The Alberta Serious Incident Response Team (ASIRT) investigation found there are “grounds to believe offences were committed.”
Const. Michelle Phillips, 27, has been released on a promise to appear and is set to appear in Fort McMurray Provincial Court on Aug. 2.
READ MORE: Wood Buffalo RCMP investigate after pedestrian killed on Highway 881
She had one year of service with the RCMP at the time of the incident, Alberta RCMP said in a statement.
An internal code of conduct review is underway within the RCMP. A statement said Phillips has been suspended with pay and will stay off duty until the internal processes and criminal charges are resolved.
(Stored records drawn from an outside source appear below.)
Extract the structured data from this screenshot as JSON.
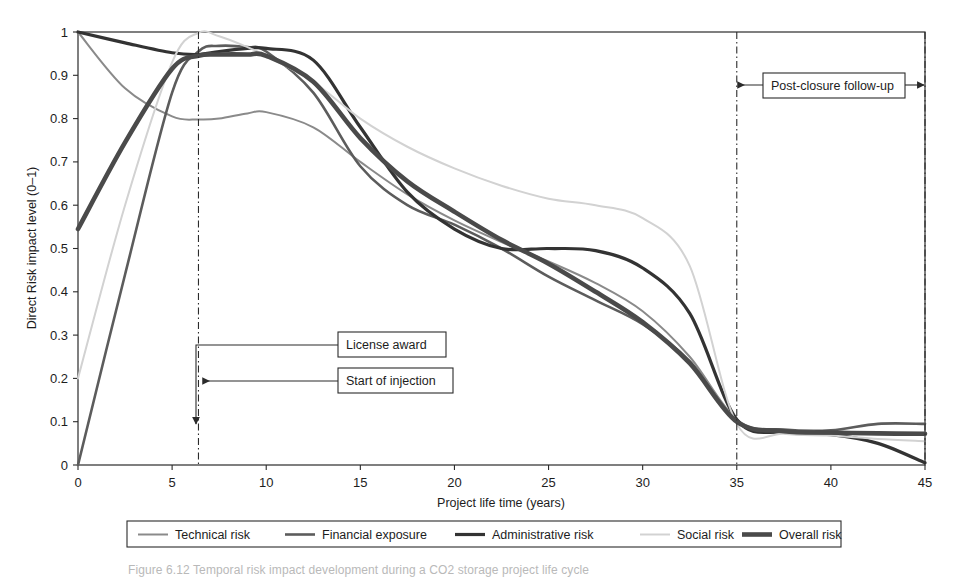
{
  "figure": {
    "caption": "Figure 6.12 Temporal risk impact development during a CO2 storage project life cycle"
  },
  "axes": {
    "x": {
      "label": "Project life time (years)",
      "ticks": [
        0,
        5,
        10,
        15,
        20,
        25,
        30,
        35,
        40,
        45
      ],
      "min": 0,
      "max": 45
    },
    "y": {
      "label": "Direct Risk impact level (0–1)",
      "ticks": [
        "0",
        "0.1",
        "0.2",
        "0.3",
        "0.4",
        "0.5",
        "0.6",
        "0.7",
        "0.8",
        "0.9",
        "1"
      ],
      "min": 0,
      "max": 1
    }
  },
  "annotations": [
    {
      "name": "license-award",
      "label": "License award",
      "x_marker": 5
    },
    {
      "name": "start-of-injection",
      "label": "Start of injection",
      "x_marker": 6.4
    },
    {
      "name": "post-closure-follow-up",
      "label": "Post-closure follow-up",
      "x_from": 35,
      "x_to": 45
    }
  ],
  "markers": {
    "start_of_injection_x": 6.4,
    "closure_x": 35
  },
  "legend": {
    "items": [
      {
        "label": "Technical risk",
        "color": "#8a8a8a",
        "width": 2.0
      },
      {
        "label": "Financial exposure",
        "color": "#5c5c5c",
        "width": 2.6
      },
      {
        "label": "Administrative risk",
        "color": "#333333",
        "width": 3.2
      },
      {
        "label": "Social risk",
        "color": "#d2d2d2",
        "width": 2.0
      },
      {
        "label": "Overall risk",
        "color": "#4a4a4a",
        "width": 4.6
      }
    ]
  },
  "chart_data": {
    "type": "line",
    "title": "",
    "xlabel": "Project life time (years)",
    "ylabel": "Direct Risk impact level (0–1)",
    "xlim": [
      0,
      45
    ],
    "ylim": [
      0,
      1
    ],
    "grid": false,
    "legend_position": "bottom",
    "x": [
      0,
      2.5,
      5,
      6.4,
      7.5,
      9,
      10,
      12.5,
      15,
      17.5,
      20,
      22.5,
      25,
      27.5,
      30,
      32.5,
      35,
      37.5,
      40,
      42.5,
      45
    ],
    "series": [
      {
        "name": "Technical risk",
        "color": "#8a8a8a",
        "values": [
          1.0,
          0.87,
          0.805,
          0.798,
          0.8,
          0.812,
          0.815,
          0.78,
          0.7,
          0.625,
          0.565,
          0.515,
          0.47,
          0.42,
          0.355,
          0.25,
          0.105,
          0.075,
          0.073,
          0.072,
          0.07
        ]
      },
      {
        "name": "Financial exposure",
        "color": "#5c5c5c",
        "values": [
          0.0,
          0.44,
          0.86,
          0.955,
          0.968,
          0.965,
          0.955,
          0.86,
          0.69,
          0.6,
          0.555,
          0.5,
          0.435,
          0.38,
          0.325,
          0.24,
          0.1,
          0.082,
          0.08,
          0.095,
          0.095
        ]
      },
      {
        "name": "Administrative risk",
        "color": "#333333",
        "values": [
          1.0,
          0.975,
          0.952,
          0.948,
          0.955,
          0.962,
          0.962,
          0.935,
          0.78,
          0.63,
          0.545,
          0.5,
          0.5,
          0.495,
          0.455,
          0.35,
          0.105,
          0.075,
          0.07,
          0.05,
          0.005
        ]
      },
      {
        "name": "Social risk",
        "color": "#d2d2d2",
        "values": [
          0.2,
          0.6,
          0.93,
          0.998,
          0.99,
          0.965,
          0.945,
          0.885,
          0.8,
          0.735,
          0.685,
          0.645,
          0.615,
          0.6,
          0.57,
          0.46,
          0.095,
          0.072,
          0.068,
          0.06,
          0.055
        ]
      },
      {
        "name": "Overall risk",
        "color": "#4a4a4a",
        "values": [
          0.545,
          0.745,
          0.915,
          0.945,
          0.948,
          0.948,
          0.945,
          0.885,
          0.755,
          0.655,
          0.585,
          0.52,
          0.465,
          0.4,
          0.33,
          0.235,
          0.1,
          0.078,
          0.075,
          0.073,
          0.072
        ]
      }
    ]
  }
}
READ MORE: Alberta’s police watchdog investigating whether pedestrian killed on Highway 881 was hit by police
The incident happened on Aug. 21, 2016 on a poorly lit section of Highway 881 near Anzac, a hamlet in northern Alberta. Phillips was responding to a report that a car had hit and injured a pedestrian who’d been walking on the highway.
“While responding at an extremely high rate of speed, the officer came upon a number of vehicles stopped on one side of the highway with their lights on and proceeded to drive past these vehicles without slowing,” ASIRT said in a Friday statement.
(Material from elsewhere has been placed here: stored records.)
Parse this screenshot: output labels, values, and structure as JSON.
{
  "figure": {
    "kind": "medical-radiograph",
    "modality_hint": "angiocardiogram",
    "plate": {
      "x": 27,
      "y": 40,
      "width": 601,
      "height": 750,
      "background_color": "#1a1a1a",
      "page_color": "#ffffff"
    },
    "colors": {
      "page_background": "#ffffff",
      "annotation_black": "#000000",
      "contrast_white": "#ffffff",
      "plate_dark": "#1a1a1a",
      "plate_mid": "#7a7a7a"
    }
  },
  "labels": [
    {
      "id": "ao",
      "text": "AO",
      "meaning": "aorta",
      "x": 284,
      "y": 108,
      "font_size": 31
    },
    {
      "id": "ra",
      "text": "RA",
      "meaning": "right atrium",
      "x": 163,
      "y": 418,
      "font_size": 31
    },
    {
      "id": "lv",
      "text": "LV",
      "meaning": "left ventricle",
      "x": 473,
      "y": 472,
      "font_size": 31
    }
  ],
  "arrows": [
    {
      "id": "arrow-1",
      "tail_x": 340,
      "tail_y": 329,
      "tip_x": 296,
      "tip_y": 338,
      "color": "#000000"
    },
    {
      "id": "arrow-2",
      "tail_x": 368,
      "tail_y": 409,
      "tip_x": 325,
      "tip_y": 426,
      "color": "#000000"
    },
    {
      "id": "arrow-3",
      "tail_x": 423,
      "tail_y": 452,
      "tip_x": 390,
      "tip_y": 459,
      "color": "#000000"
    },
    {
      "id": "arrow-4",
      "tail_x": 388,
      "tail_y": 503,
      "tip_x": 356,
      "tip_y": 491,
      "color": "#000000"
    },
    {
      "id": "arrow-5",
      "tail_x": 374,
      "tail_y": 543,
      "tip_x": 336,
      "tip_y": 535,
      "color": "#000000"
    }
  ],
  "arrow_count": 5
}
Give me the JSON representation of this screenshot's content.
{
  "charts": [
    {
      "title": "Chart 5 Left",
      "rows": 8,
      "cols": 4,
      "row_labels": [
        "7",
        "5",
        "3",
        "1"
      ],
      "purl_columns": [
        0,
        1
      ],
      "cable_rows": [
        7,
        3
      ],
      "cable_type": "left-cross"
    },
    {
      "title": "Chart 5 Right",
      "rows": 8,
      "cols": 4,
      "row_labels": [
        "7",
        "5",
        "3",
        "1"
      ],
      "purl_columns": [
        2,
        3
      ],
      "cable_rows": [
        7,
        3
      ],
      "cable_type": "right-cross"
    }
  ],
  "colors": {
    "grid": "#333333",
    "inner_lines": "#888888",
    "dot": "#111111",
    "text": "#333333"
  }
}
“Unfortunately, this location was where the pedestrian had been originally struck and the officer ran over the injured pedestrian prone on the roadway with the police vehicle, killing him, and striking the hand of a 71-year-old man who had been rendering aid to the pedestrian, causing serious injury.”
EMS declared the 41-year-old pedestrian deceased at the scene. The bystander was treated for serious but non-life-threatening injuries in hospital.
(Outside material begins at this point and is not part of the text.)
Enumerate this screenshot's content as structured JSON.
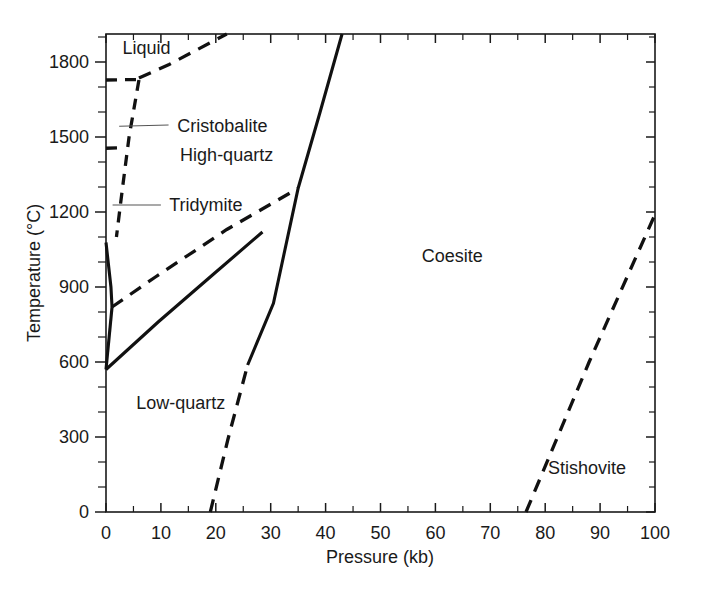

According to a spokesperson with ASIRT, 25 of its 433 files have resulted in charges since it started operating in 2008. ASIRT said 28 officers have been charged, including one officer who has been charged twice in separate investigations.
Criminologist and Mount Royal University justice and policy studies lecturer Ritesh Narayan said he thinks ASIRT may be under more public scrutiny with the number of cases they’ve recently taken on.
“I think ASIRT does feel more pressure to take further action just beyond disciplinary ones,” he said. “They do feel the public pressure, particularly to start recommending stricter penalties.”